Bitcoin is perfect money in that it embodies all of the properties and functions of money – as a store of value (SoV), medium of exchange (MoE), and unit of account (UoA) – in a way that any person or participant does, from anywhere in the world World can:
- Save without your assets being invisibly stolen
- Spend without a big brother type institution telling them who or what to do this with
- Take into account, examine and review what they have, when they received it, and how much it is in relation to the total supply.
Furthermore, anything is possible without any form of trustworthy intermediary, government regulation, regulatory oversight, or “decree by the anointed”.
Money is arguably mankind’s most important invention and the mechanism by which we measure time and energy and the communication medium through which we work together. It is critical to the formation of a society more complex than a few hundred people, and without it we cannot scale either a division of labor or any form of production beyond livelihood.
And here we are now in 2020, 12 years (to date) since Satoshi published the White Paper, which is probably the top money (at least on this planet) for that.
What does this have to do with Bitcoin’s circularity?
Well, if Bitcoin is the next and last global money, by definition (and by design) it is already circular. It is a unit of currency and a financial network that already contains all the elements necessary for a global economic system.
So it’s not about “if” or even “when”, but rather about progress, size and necessity.
I recently wrote an article called Bitcoin & Lockdowns in which I introduced a model for understanding Bitcoin’s long-term adoption curve through the lens of necessity.
In it we find a simple answer to the question:
Q: “When is circularity?”
A: “As it becomes more of a necessity.”
“Necessity is not only the mother of all inventions, but also the grandmother of all changes,” the saying goes.
Major transformations like Bitcoin are advances that are memetically propagating through society. They start imperceptibly slowly, but when they gain momentum, both from their own development and from the deterioration of the old guard, they start to accelerate exponentially.
And that is exactly what we are right in the middle today: The runaway fiat experiment and the need to use Bitcoin as a savings measure, payment mechanism and at some point as an accounting system are accelerating rapidly.
When you look at the modern economy and the fiat money on which it depends, you find that you can no longer accurately measure the product of your labor, receive the product of your labor, or freely and voluntarily exchange the product of your labor.
Money is no longer money in the true sense of the word. As the so-called economist Stephanie Kelton put it, it has only become “points”. Pointless, virtual, arbitrary, pointless points that a group can make up for at the expense of the rest of us, our livelihoods, and our scarce natural resources.
This is a model of the world that cannot last, much like the fool who jumps off a cliff and tries to fly believes it has hit gravity in the first few seconds while moving upwards. If we lengthen the timescale a little, we will find that gravity catches up. It alwayscatching up.
Another example of the old guard getting lost is the entire KYC / AML building and ridiculous new mandates like the “travel rule”.
Money exists so that two unfamiliar parties can exchange the product of their time and labor. “Do you know your customer” is essentially at odds with the entire raison d’être of money and the magnitude that it is supposed to make possible through efficient trade in society.
Imagine all of the wasted resources required for unnecessary compliance, know all of your customers, and report meaningless statistics on money laundering compliance, licensing, regulation, and bureaucratic negotiation and lobbying.
Imagine how much more effective we could all be and how many resources we could save and use for productive means without these arbitrary regulations.
To add insult to injury, you should think about how much data protection endangers this entire “service” on the part of all “customers” involved.
It’s crazy.
Payments and financial privacy don’t get better under the existing system, they just get worse. Savings will not be protected under the existing regime, they will only worsen. The taxes that the growing public sector has asked and extorted from you will not fall.
they will only rise.
All of this is why the need for Bitcoin as the foundation for a new currency and payments network will increase, as will the size of its circularity. There is no alternative.
It is driven as much by the demise of the existing fiat system as it is by the zero-to-one evolution of money that Bitcoin represents.
It’s also worth noting that zero-to-one transformations are not always seen as “improvements” in the beginning, especially when it comes to networks. They are fundamentally different and require input and energy from the participant, similar to the activation energy in a chemical reaction.
But when new “catalysts” emerge and various participants feel “energized” enough to change (as the need arises), the movement cascades, attaining both mass and size, and we look back and wonder how we could ever be without they lived.
And that’s how it should be with Bitcoin in decades.
Future generations, free to trade globally, instantly, and safely with money that is always available and incorruptible, will look back on this period of Fiat history and wonder how some could ever have been stupid enough to find this Kelton- To believe economics, in the 2 + 2 = 435, would take time.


- **Your assignment**
The following data has a line with "This screenshot has width=774, height=374." and a line with "The width and height of the screenshot is (1202, 544).". Write out exactly those lines and all the lines between them.

- **Source data**

BEGIN

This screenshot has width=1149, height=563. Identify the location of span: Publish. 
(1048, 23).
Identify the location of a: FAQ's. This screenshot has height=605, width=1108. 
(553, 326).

END
BEGIN

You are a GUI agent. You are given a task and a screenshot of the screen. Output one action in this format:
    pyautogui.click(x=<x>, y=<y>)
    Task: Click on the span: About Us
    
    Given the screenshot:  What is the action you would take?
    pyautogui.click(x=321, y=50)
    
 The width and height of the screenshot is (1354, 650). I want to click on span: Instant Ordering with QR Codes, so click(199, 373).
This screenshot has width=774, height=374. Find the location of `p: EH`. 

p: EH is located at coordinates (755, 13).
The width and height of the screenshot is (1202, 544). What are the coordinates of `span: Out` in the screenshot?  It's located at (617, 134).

END
BEGIN

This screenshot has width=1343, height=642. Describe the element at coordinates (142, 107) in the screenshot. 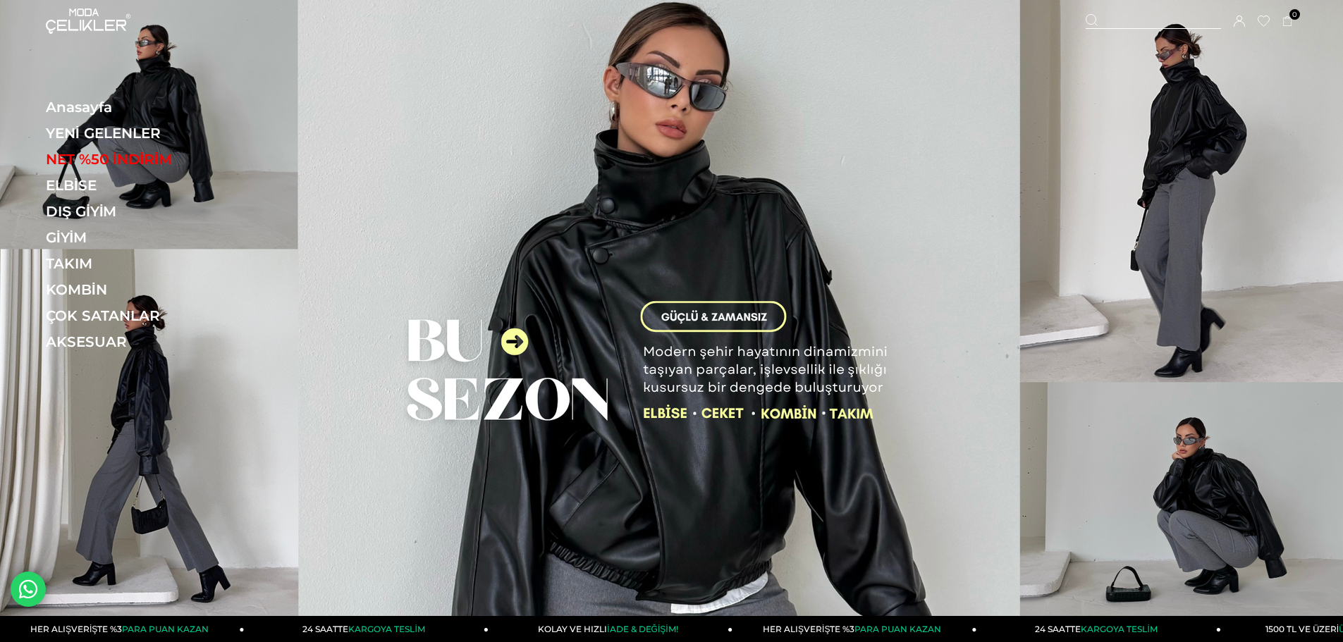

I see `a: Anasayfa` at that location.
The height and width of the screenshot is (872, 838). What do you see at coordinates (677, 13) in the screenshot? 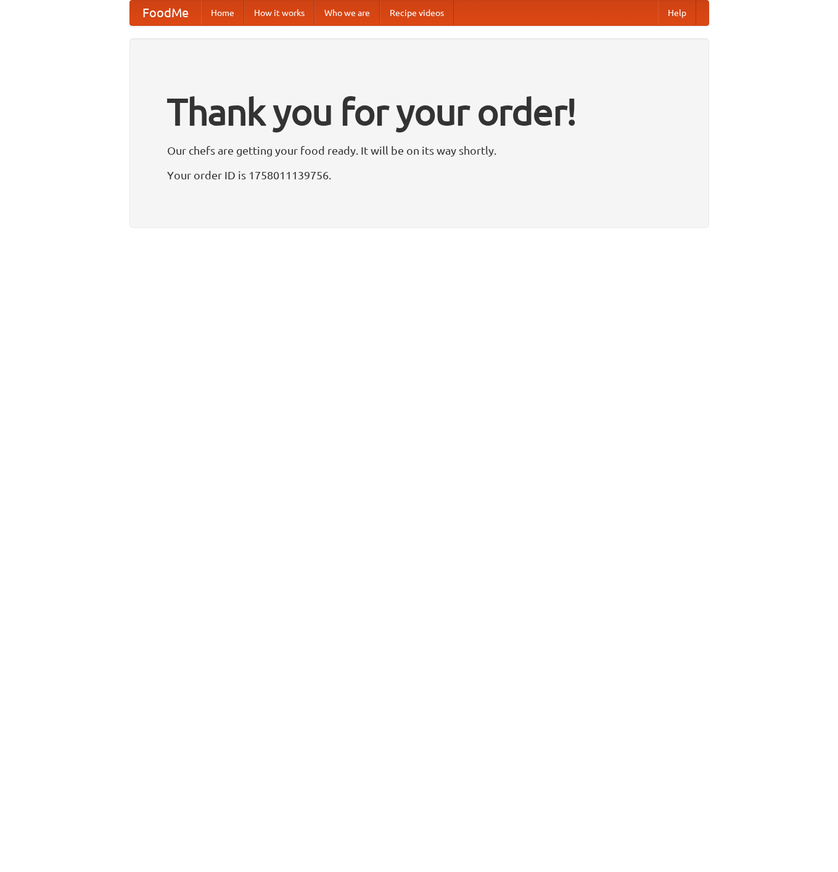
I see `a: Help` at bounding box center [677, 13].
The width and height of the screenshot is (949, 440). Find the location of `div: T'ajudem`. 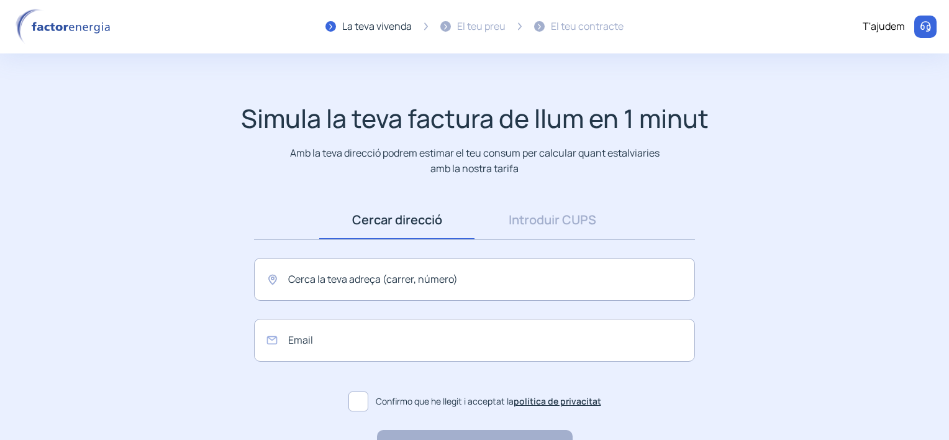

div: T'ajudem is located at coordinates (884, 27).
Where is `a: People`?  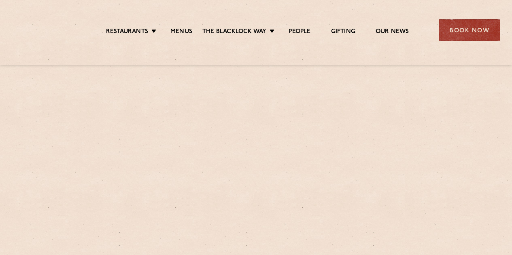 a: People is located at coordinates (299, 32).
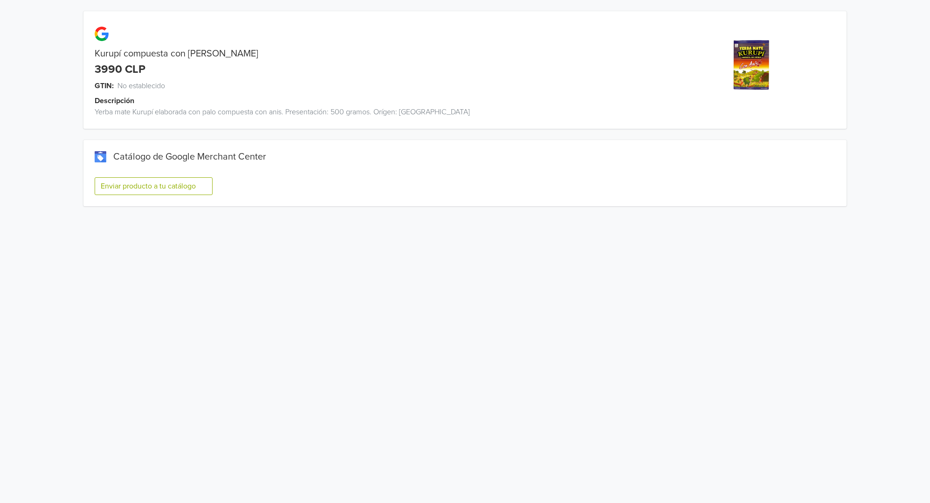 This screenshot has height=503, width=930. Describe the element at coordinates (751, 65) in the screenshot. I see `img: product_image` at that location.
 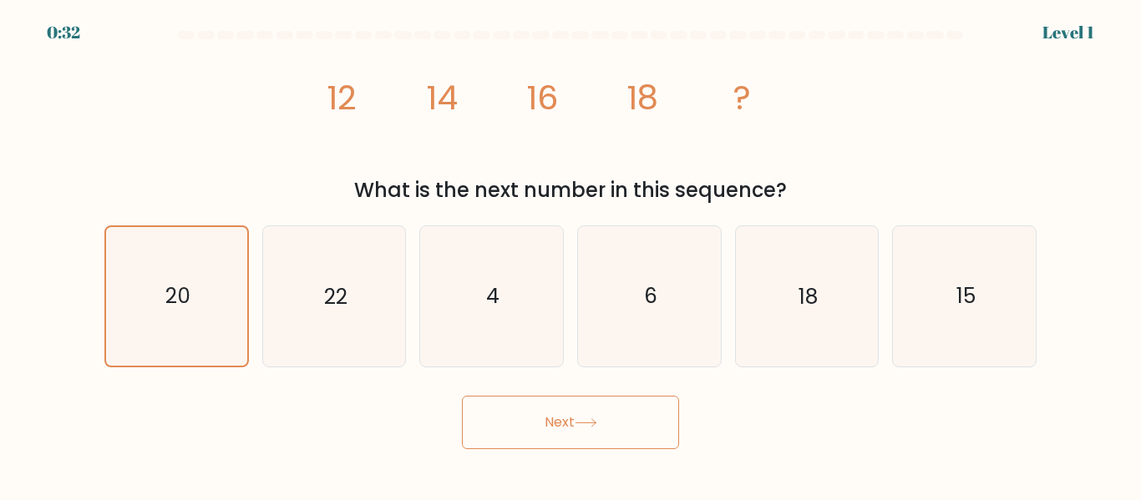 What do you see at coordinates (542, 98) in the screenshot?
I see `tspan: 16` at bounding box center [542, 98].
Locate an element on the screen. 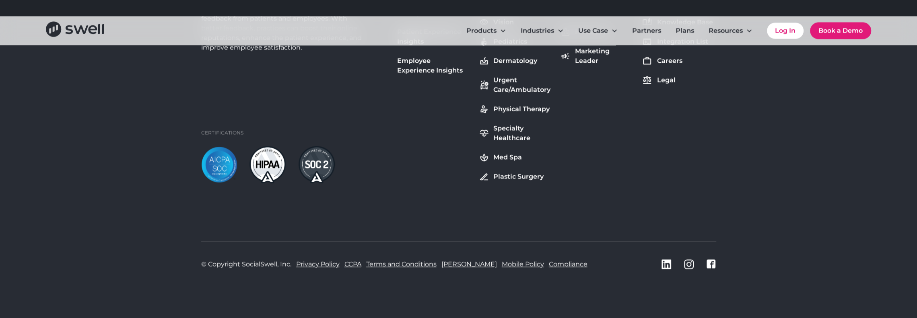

END

- **Response**
This screenshot has width=774, height=374. Find the location of `p: EH`. 

p: EH is located at coordinates (755, 13).
The width and height of the screenshot is (1202, 544). What are the coordinates of `span: Out` in the screenshot?  It's located at (617, 134).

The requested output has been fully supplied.